On a personal note, I have started an 8-week trial of Sofosbuvir and GS-5816 (Vulcan). It is day 11 and it seems tolerable so far.
A pre-trial blood test on 22nd October was normal except for these counts:
AST 74
ALT 174
and viral load was 600,419 (log 5.78), counts consistent with the tests I've had done this last year.
But the day the trial started, 18th November, before my first dose, things were different:
AST 21
ALT 32
Viral load 27,167 (log 4.43)
The low viral load is easy to explain; I get a consistent 1 log drop (to 14,000-60,000) when I try to eat very low carb (50g/day or lower) and an elevation to 400-600,000 when my carbohydrate intake is over 50g/day. When I ate very high carb (but took antioxidant supps) it was as high as it was on 22nd October. So for me the tipping point seems to be where ketosis begins, and other variations don't have much effect; it's an on/off switch, not a dial (and the name of that switch is PPAR-alpha).

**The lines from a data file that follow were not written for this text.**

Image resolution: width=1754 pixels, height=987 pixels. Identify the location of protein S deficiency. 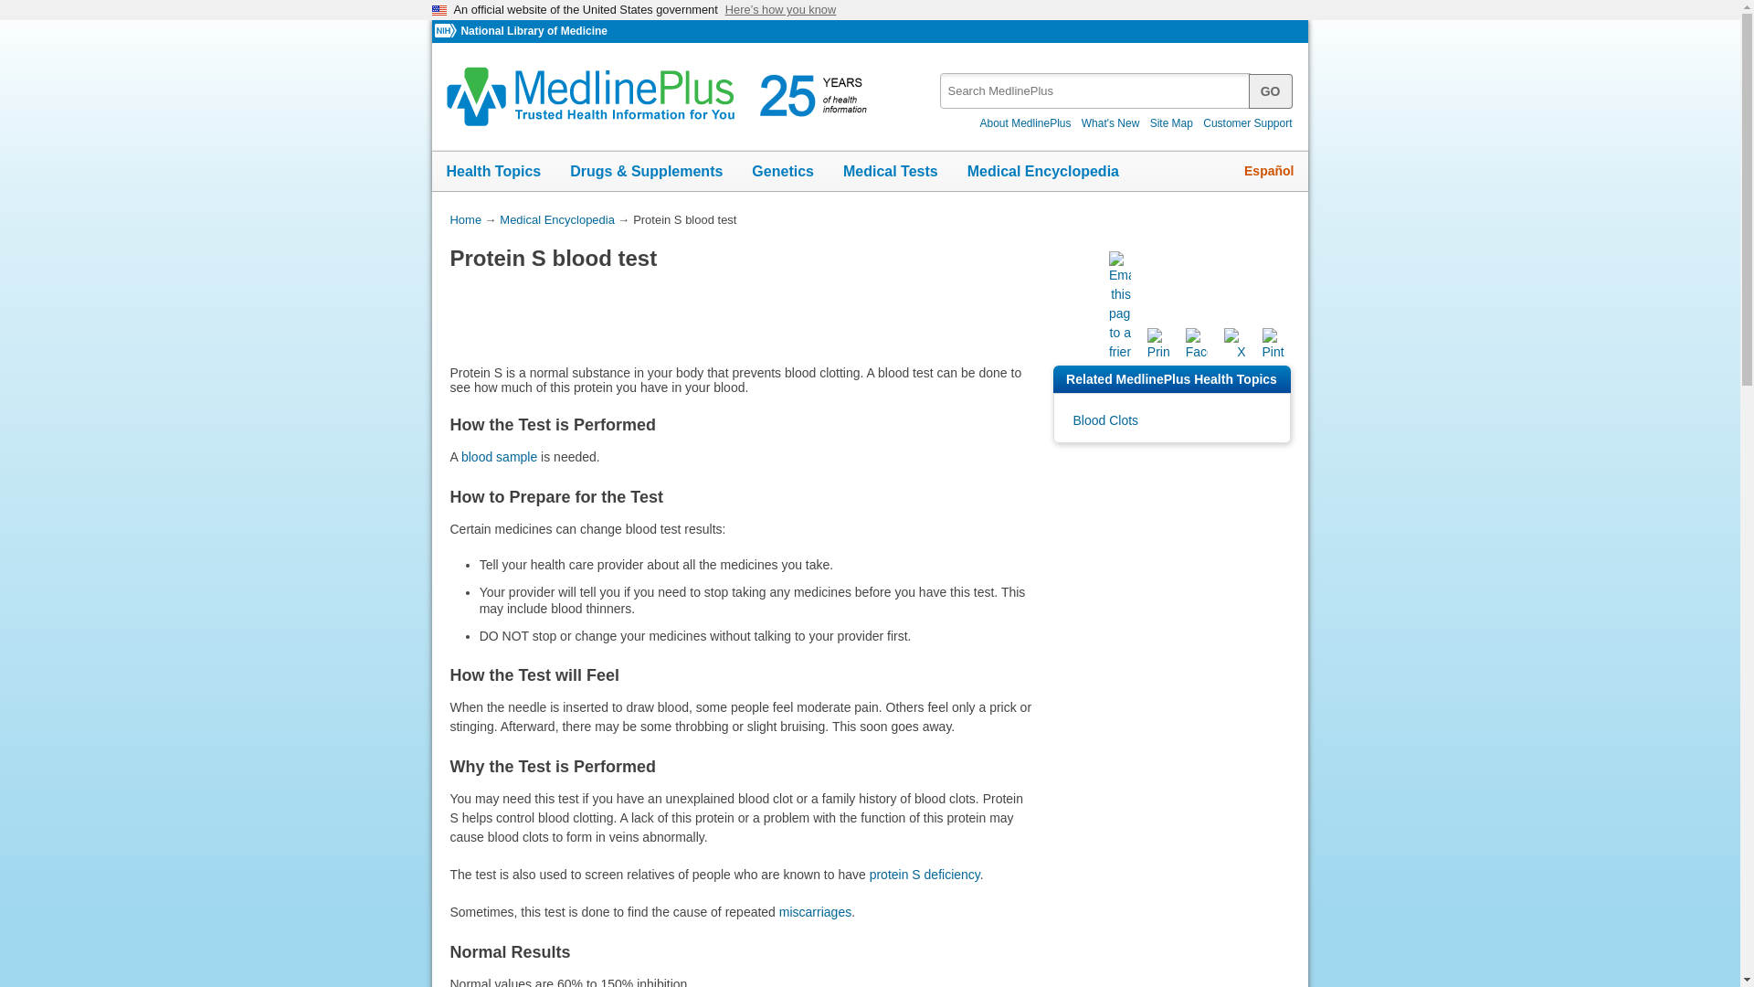
(925, 874).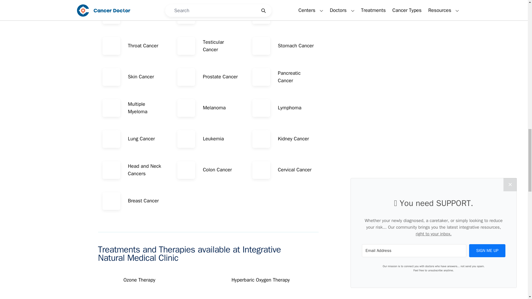  I want to click on Skin Cancer, so click(134, 77).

(I do however, according to CAPSCAN elastography, have zero excess fat in my liver, which is an effect of low carb in general, as well as avoiding vegetable seed oils).
The perfect AST and ALT are harder to explain. They have never been so good, not since 1991 when they were first measured. Is it the 30mg/day zinc (as gluconate) I started over a month ago? That would be cool. It's already fixed any lingering fatigue and helped me sleep better.